The privacy complaint proved unfounded, and DeNofrio hadn’t actually provided any information for the article, according to testimony.

Under questioning by Graham, Mills gave an innocent explanation for the loss of DeNofrio’s position on the hospital’s Leadership Council — which was one of eight committee assignments DeNofrio lost, stripping him of all committee responsibilities, according to testimony.

Mills ended the attendance at Leadership Council meetings for all administrative officers, because he wanted those meetings to include only voting members — mainly department heads, Mills said.

Protected information

According to Wicks, the linchpin of the conspiracy to neutralize DeNofrio was the attempt to create the impression of a mental health deficit.

That attempt hinged on a regular checkup in 2015 by VA primary care physician Raju Katari, who after the checkup activated a diagnosis of cognitive disorder initially created in 2010, by Dr. Wayne D’Agaro, according to Wicks.

The 2010 diagnosis was made due to side effects of a medication that DeNofrio subsequently quit taking, after which the problem disappeared, DeNofrio has said.

Katari testified that he had merely “imported” the 2010 diagnosis to ensure that future providers would be aware of it, but Wicks sees the action as calculated — especially given a blizzard of sharing and what he believes was improper access by many VA employees of DeNofrio’s protected medical information.

That dissemination of the cognitive disorder diagnosis was designed to ruin his reputation while shoring up the hospital’s, according to Wicks.

Testimony from a VA employee Wednesday disclosed no improper access, based on matching access times with occasions when access was needed — but the audit seems to have been limited in scope, based on the testimony.

The conspiracy became especially clear after the VA resisted correcting the diagnosis in 2015, Wicks said.

D’Agaro testified Wednesday that he deactivated the diagnosis late that year — although he didn’t remove it altogether as requested, saying it should remain available to future practitioners, as the disorder could recur.

Had Katari’s action been done with the medical record of any other veteran — and not a whistleblower the VA was looking to discredit — those responsible would have fallen all over themselves to remove the error, for fear of legal trouble, Wicks said.
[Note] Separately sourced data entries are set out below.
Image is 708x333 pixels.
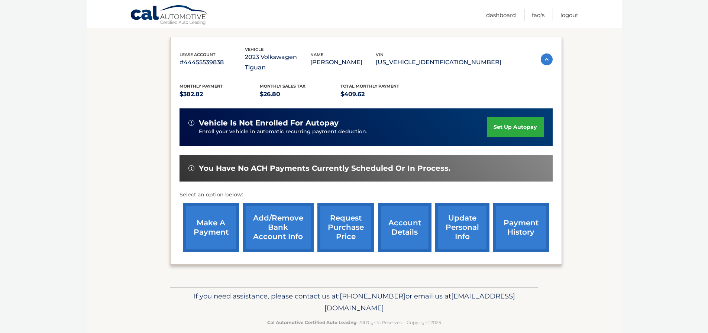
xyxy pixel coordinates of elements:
span: You have no ACH payments currently scheduled or in process. [199,164,450,173]
a: payment history [493,203,549,252]
span: vehicle [245,47,263,52]
p: If you need assistance, please contact us at: or email us at [175,291,533,314]
a: set up autopay [487,117,543,137]
p: #44455539838 [180,57,245,68]
span: [EMAIL_ADDRESS][DOMAIN_NAME] [324,292,515,313]
img: alert-white.svg [188,120,194,126]
a: account details [378,203,431,252]
a: Logout [560,9,578,21]
a: make a payment [183,203,239,252]
span: [PHONE_NUMBER] [340,292,405,301]
a: update personal info [435,203,489,252]
span: vin [376,52,384,57]
a: Dashboard [486,9,516,21]
p: 2023 Volkswagen Tiguan [245,52,310,73]
strong: Cal Automotive Certified Auto Leasing [267,320,356,326]
p: Select an option below: [180,191,553,200]
a: request purchase price [317,203,374,252]
span: vehicle is not enrolled for autopay [199,119,339,128]
a: FAQ's [532,9,544,21]
span: Monthly Payment [180,84,223,89]
p: $409.62 [340,89,421,100]
img: alert-white.svg [188,165,194,171]
span: name [310,52,323,57]
p: $382.82 [180,89,260,100]
p: [PERSON_NAME] [310,57,376,68]
span: Monthly sales Tax [260,84,305,89]
span: Total Monthly Payment [340,84,399,89]
p: [US_VEHICLE_IDENTIFICATION_NUMBER] [376,57,501,68]
img: accordion-active.svg [541,54,553,65]
span: lease account [180,52,216,57]
p: Enroll your vehicle in automatic recurring payment deduction. [199,128,487,136]
p: - All Rights Reserved - Copyright 2025 [175,319,533,327]
a: Cal Automotive [130,5,208,26]
p: $26.80 [260,89,340,100]
a: Add/Remove bank account info [243,203,314,252]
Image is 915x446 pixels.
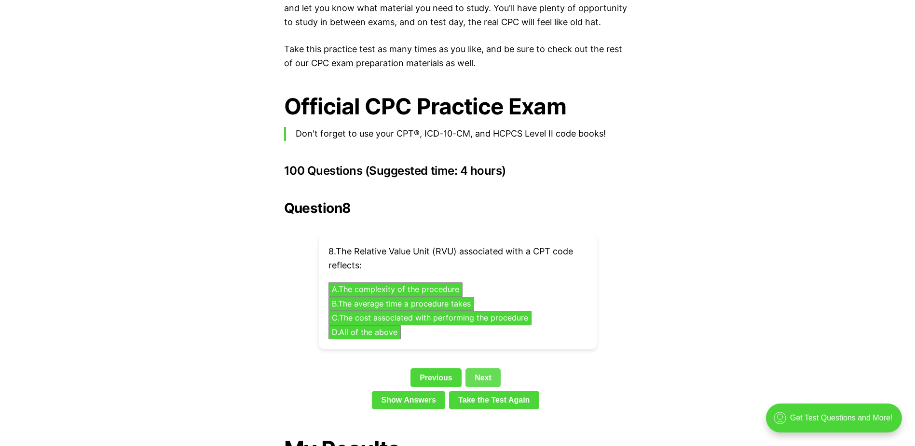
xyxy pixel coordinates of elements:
[284,94,632,119] h1: Official CPC Practice Exam
[449,391,539,409] a: Take the Test Again
[329,311,532,325] button: C.The cost associated with performing the procedure
[284,127,632,141] blockquote: Don't forget to use your CPT®, ICD-10-CM, and HCPCS Level II code books!
[329,282,463,297] button: A.The complexity of the procedure
[758,399,915,446] iframe: portal-trigger
[329,245,587,273] p: 8 . The Relative Value Unit (RVU) associated with a CPT code reflects:
[329,297,474,311] button: B.The average time a procedure takes
[284,42,632,70] p: Take this practice test as many times as you like, and be sure to check out the rest of our CPC e...
[372,391,445,409] a: Show Answers
[329,325,401,340] button: D.All of the above
[284,200,632,216] h2: Question 8
[411,368,462,387] a: Previous
[466,368,501,387] a: Next
[284,164,632,178] h3: 100 Questions (Suggested time: 4 hours)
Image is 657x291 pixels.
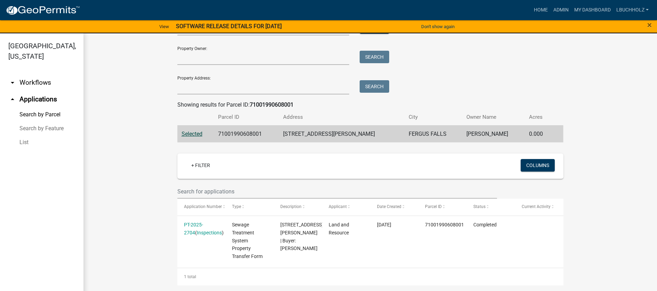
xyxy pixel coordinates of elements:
datatable-header-cell: Status [467,199,515,216]
div: Showing results for Parcel ID: [177,101,563,109]
strong: SOFTWARE RELEASE DETAILS FOR [DATE] [176,23,282,30]
span: × [647,20,652,30]
span: 10/06/2025 [377,222,391,228]
a: Admin [550,3,571,17]
th: Acres [525,109,553,126]
span: 601 PECK ST | Buyer: Rita Wickline [280,222,323,251]
datatable-header-cell: Type [225,199,274,216]
span: Type [232,204,241,209]
td: 0.000 [525,126,553,143]
datatable-header-cell: Applicant [322,199,370,216]
a: View [156,21,172,32]
th: Address [279,109,404,126]
span: 71001990608001 [425,222,464,228]
span: Date Created [377,204,401,209]
span: Sewage Treatment System Property Transfer Form [232,222,263,259]
span: Parcel ID [425,204,442,209]
datatable-header-cell: Date Created [370,199,419,216]
span: Land and Resource [329,222,349,236]
button: Search [360,51,389,63]
a: Selected [182,131,202,137]
span: Applicant [329,204,347,209]
td: [STREET_ADDRESS][PERSON_NAME] [279,126,404,143]
th: City [404,109,462,126]
datatable-header-cell: Description [274,199,322,216]
span: Completed [473,222,497,228]
th: Owner Name [462,109,525,126]
a: lbuchholz [613,3,651,17]
a: PT-2025-2704 [184,222,203,236]
td: FERGUS FALLS [404,126,462,143]
button: Don't show again [418,21,457,32]
td: 71001990608001 [214,126,279,143]
th: Parcel ID [214,109,279,126]
td: [PERSON_NAME] [462,126,525,143]
input: Search for applications [177,185,497,199]
a: + Filter [186,159,216,172]
a: My Dashboard [571,3,613,17]
button: Search [360,80,389,93]
i: arrow_drop_up [8,95,17,104]
span: Description [280,204,301,209]
div: ( ) [184,221,219,237]
span: Current Activity [522,204,550,209]
div: 1 total [177,268,563,286]
a: Inspections [197,230,222,236]
datatable-header-cell: Current Activity [515,199,563,216]
span: Status [473,204,485,209]
span: Application Number [184,204,222,209]
strong: 71001990608001 [250,102,293,108]
a: Home [531,3,550,17]
button: Columns [521,159,555,172]
datatable-header-cell: Application Number [177,199,226,216]
datatable-header-cell: Parcel ID [418,199,467,216]
button: Close [647,21,652,29]
i: arrow_drop_down [8,79,17,87]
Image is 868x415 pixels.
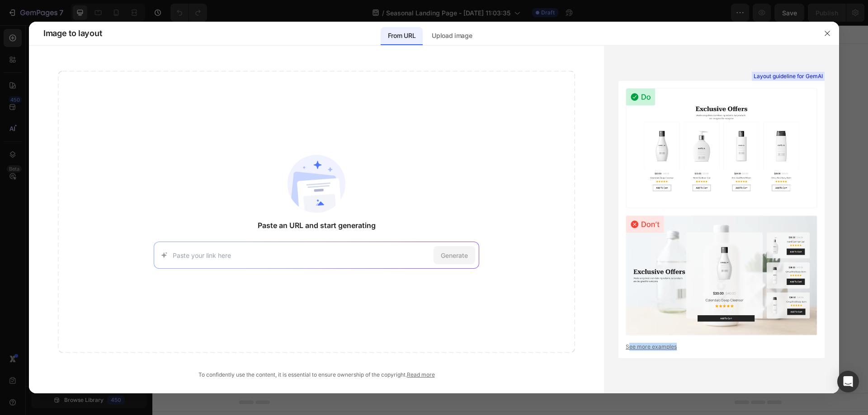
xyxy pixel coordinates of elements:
[754,72,823,80] span: Layout guideline for GemAI
[838,370,859,393] div: Open Intercom Messenger
[172,251,430,260] input: Paste your link here
[43,28,102,39] span: Image to layout
[293,215,354,234] button: Add sections
[407,371,435,378] a: Read more
[626,343,817,351] a: See more examples
[258,220,376,231] span: Paste an URL and start generating
[441,251,468,260] span: Generate
[388,30,415,41] p: From URL
[58,370,575,379] div: To confidently use the content, it is essential to ensure ownership of the copyright.
[432,30,472,41] p: Upload image
[360,215,424,234] button: Add elements
[297,266,418,273] div: Start with Generating from URL or image
[303,197,412,208] div: Start with Sections from sidebar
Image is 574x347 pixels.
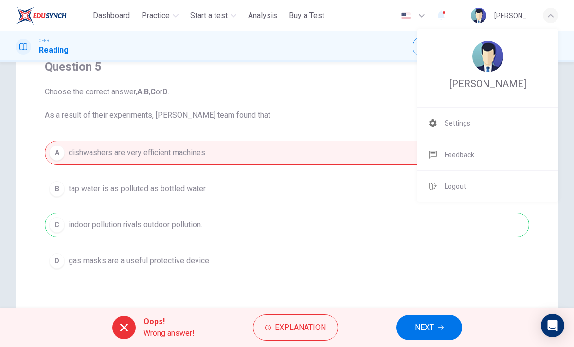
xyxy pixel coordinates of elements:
[541,314,564,337] div: Open Intercom Messenger
[472,41,503,72] img: Profile picture
[445,180,466,192] span: Logout
[449,78,526,89] span: [PERSON_NAME]
[445,117,470,129] span: Settings
[417,107,558,139] a: Settings
[445,149,474,161] span: Feedback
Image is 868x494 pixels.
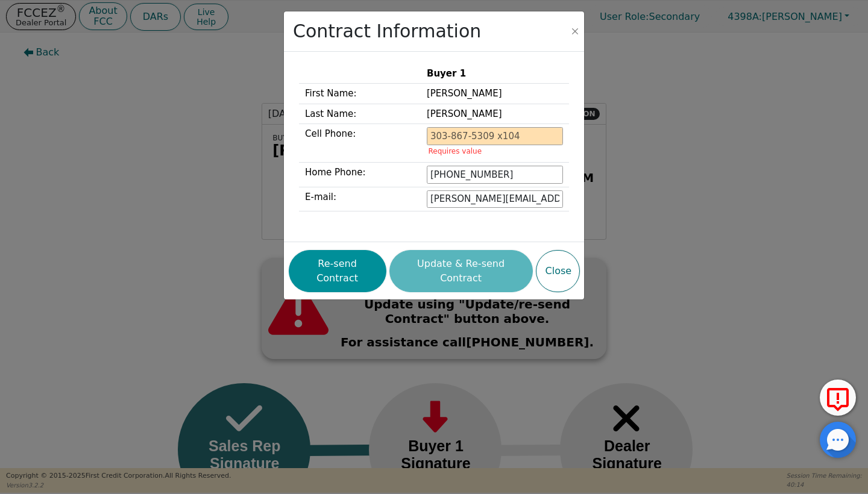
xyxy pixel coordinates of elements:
button: Report Error to FCC [819,379,856,416]
button: Close [536,250,579,292]
td: E-mail: [299,187,420,211]
p: Requires value [428,148,561,155]
input: 303-867-5309 x104 [427,165,563,184]
td: [PERSON_NAME] [420,104,569,124]
td: [PERSON_NAME] [420,84,569,105]
h2: Contract Information [293,21,481,42]
td: Cell Phone: [299,124,420,163]
td: First Name: [299,84,420,105]
th: Buyer 1 [420,64,569,84]
button: Close [569,25,581,37]
td: Last Name: [299,104,420,124]
button: Re-send Contract [289,250,386,292]
td: Home Phone: [299,163,420,188]
input: 303-867-5309 x104 [427,127,563,145]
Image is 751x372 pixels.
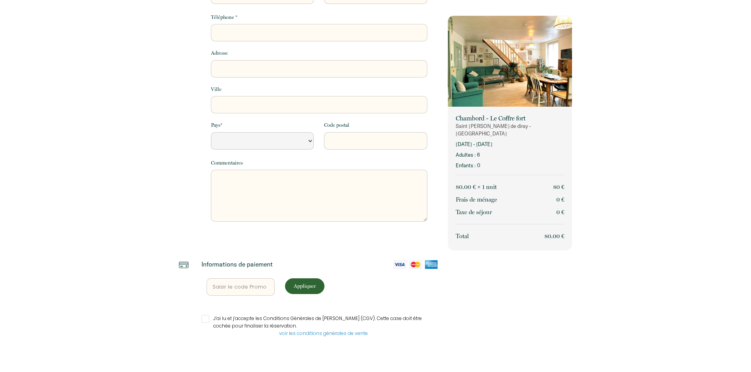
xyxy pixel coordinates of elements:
[288,283,322,290] p: Appliquer
[179,260,188,270] img: credit-card
[393,260,406,269] img: visa-card
[456,195,497,205] p: Frais de ménage
[544,233,564,240] span: 80.00 €
[456,123,564,138] p: Saint [PERSON_NAME] de diray - [GEOGRAPHIC_DATA]
[211,86,221,93] label: Ville
[279,330,368,337] a: voir les conditions générales de vente
[456,233,469,240] span: Total
[201,260,273,268] p: Informations de paiement
[285,279,324,294] button: Appliquer
[211,121,222,129] label: Pays
[425,260,437,269] img: amex
[448,16,572,109] img: rental-image
[409,260,422,269] img: mastercard
[456,115,564,123] p: Chambord - Le Coffre fort
[556,195,564,205] p: 0 €
[456,162,564,169] p: Enfants : 0
[211,49,228,57] label: Adresse
[211,13,237,21] label: Téléphone *
[206,279,275,296] input: Saisir le code Promo
[456,208,492,217] p: Taxe de séjour
[211,132,314,150] select: Default select example
[456,141,564,148] p: [DATE] - [DATE]
[211,159,243,167] label: Commentaires
[456,182,497,192] p: 80.00 € × 1 nuit
[456,151,564,159] p: Adultes : 6
[324,121,349,129] label: Code postal
[553,182,564,192] p: 80 €
[556,208,564,217] p: 0 €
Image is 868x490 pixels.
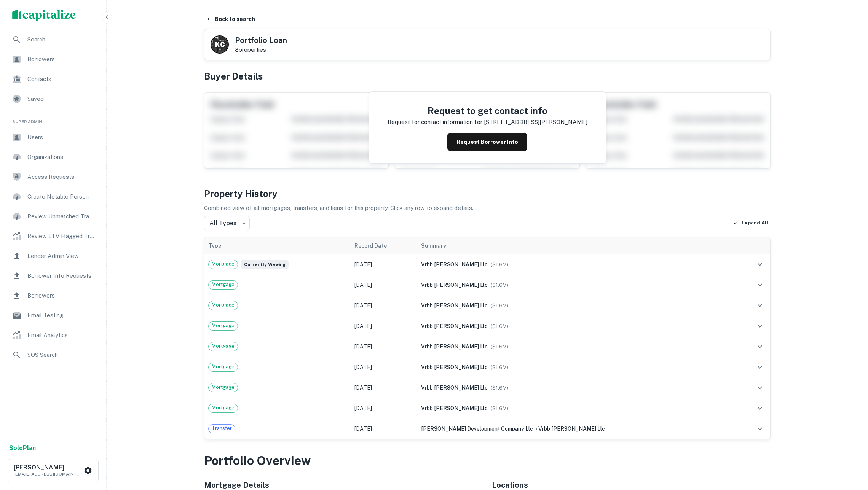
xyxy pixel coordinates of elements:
[209,404,237,411] span: Mortgage
[421,343,487,350] span: vrbb [PERSON_NAME] llc
[204,187,770,201] h4: Property History
[6,110,100,128] li: Super Admin
[6,50,100,69] a: Borrowers
[235,47,287,53] p: 8 properties
[204,237,350,254] th: Type
[490,282,508,288] span: ($ 1.6M )
[209,424,235,432] span: Transfer
[421,322,487,329] span: vrbb [PERSON_NAME] llc
[6,207,100,226] a: Review Unmatched Transactions
[27,310,95,320] span: Email Testing
[209,343,237,350] span: Mortgage
[350,237,417,254] th: Record Date
[417,237,736,254] th: Summary
[6,188,100,206] a: Create Notable Person
[421,384,487,390] span: vrbb [PERSON_NAME] llc
[209,280,237,289] span: Mortgage
[421,363,487,370] span: vrbb [PERSON_NAME] llc
[6,89,100,108] a: Saved
[829,429,868,465] iframe: Chat Widget
[350,254,417,275] td: [DATE]
[753,258,766,271] button: expand row
[350,295,417,316] td: [DATE]
[202,12,258,26] button: Back to search
[421,426,532,431] span: [PERSON_NAME] development company llc
[27,35,95,44] span: Search
[204,451,770,470] h3: Portfolio Overview
[6,267,100,284] a: Borrower Info Requests
[14,464,82,471] h6: [PERSON_NAME]
[6,227,100,245] a: Review LTV Flagged Transactions
[6,306,100,324] a: Email Testing
[204,203,770,213] p: Combined view of all mortgages, transfers, and liens for this property. Click any row to expand d...
[6,326,100,344] a: Email Analytics
[421,261,487,268] span: vrbb [PERSON_NAME] llc
[387,104,587,118] h4: Request to get contact info
[421,424,732,433] div: →
[730,218,770,229] button: Expand All
[490,343,508,350] span: ($ 1.6M )
[421,282,487,288] span: vrbb [PERSON_NAME] llc
[6,346,100,363] div: SOS Search
[27,74,95,84] span: Contacts
[27,133,95,142] span: Users
[350,316,417,336] td: [DATE]
[350,336,417,356] td: [DATE]
[350,418,417,438] td: [DATE]
[753,278,766,291] button: expand row
[387,118,482,127] p: Request for contact information for
[490,302,508,309] span: ($ 1.6M )
[6,128,100,147] a: Users
[209,363,237,370] span: Mortgage
[490,405,508,411] span: ($ 1.6M )
[6,247,100,265] a: Lender Admin View
[753,422,766,435] button: expand row
[753,381,766,394] button: expand row
[6,31,100,48] div: Search
[9,444,35,451] strong: Solo Plan
[9,443,35,452] a: SoloPlan
[6,168,100,186] a: Access Requests
[753,340,766,353] button: expand row
[350,275,417,295] td: [DATE]
[484,118,587,127] p: [STREET_ADDRESS][PERSON_NAME]
[204,215,249,230] div: All Types
[538,426,605,431] span: vrbb [PERSON_NAME] llc
[350,356,417,377] td: [DATE]
[490,262,508,268] span: ($ 1.6M )
[27,350,95,359] span: SOS Search
[421,302,487,309] span: vrbb [PERSON_NAME] llc
[490,364,508,370] span: ($ 1.6M )
[490,323,508,329] span: ($ 1.6M )
[6,70,100,88] a: Contacts
[241,260,289,269] span: Currently viewing
[209,383,237,391] span: Mortgage
[490,384,508,390] span: ($ 1.6M )
[27,231,95,241] span: Review LTV Flagged Transactions
[14,471,82,477] p: [EMAIL_ADDRESS][DOMAIN_NAME]
[7,459,98,482] button: [PERSON_NAME][EMAIL_ADDRESS][DOMAIN_NAME]
[235,36,287,44] h5: Portfolio Loan
[6,148,100,166] a: Organizations
[27,55,95,64] span: Borrowers
[421,405,487,411] span: vrbb [PERSON_NAME] llc
[6,286,100,305] div: Borrowers
[12,9,76,21] img: capitalize-logo.png
[753,360,766,373] button: expand row
[27,291,95,300] span: Borrowers
[350,377,417,397] td: [DATE]
[27,251,95,260] span: Lender Admin View
[215,39,224,50] p: K C
[27,212,95,221] span: Review Unmatched Transactions
[204,69,770,83] h4: Buyer Details
[27,94,95,103] span: Saved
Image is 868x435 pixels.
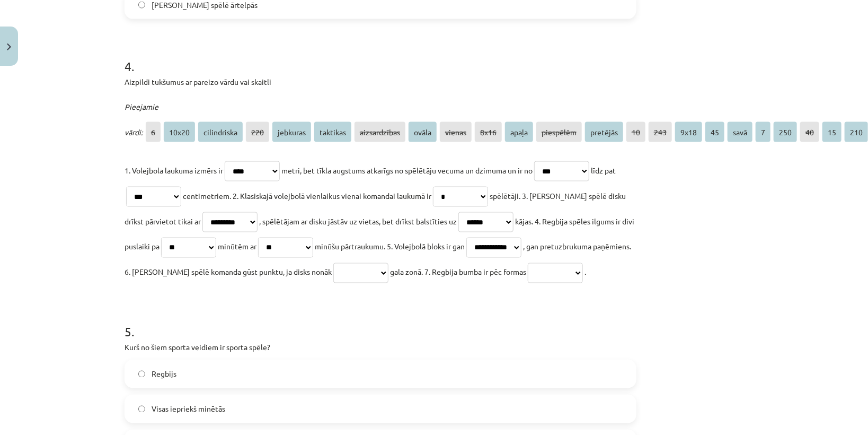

The accusation that leadership has conspired to discredit DeNofrio’s competence puzzles the judge, given that his evaluations throughout the ordeal have continued to generate “outstanding” ratings.

“It’s hard for them to say that (all the criticisms) and claim you are outstanding at the same time,” the judge said.

“Much of what has happened over the past four years has not made sense,” DeNofrio replied. “I know what happened, but I don’t fully understand why.”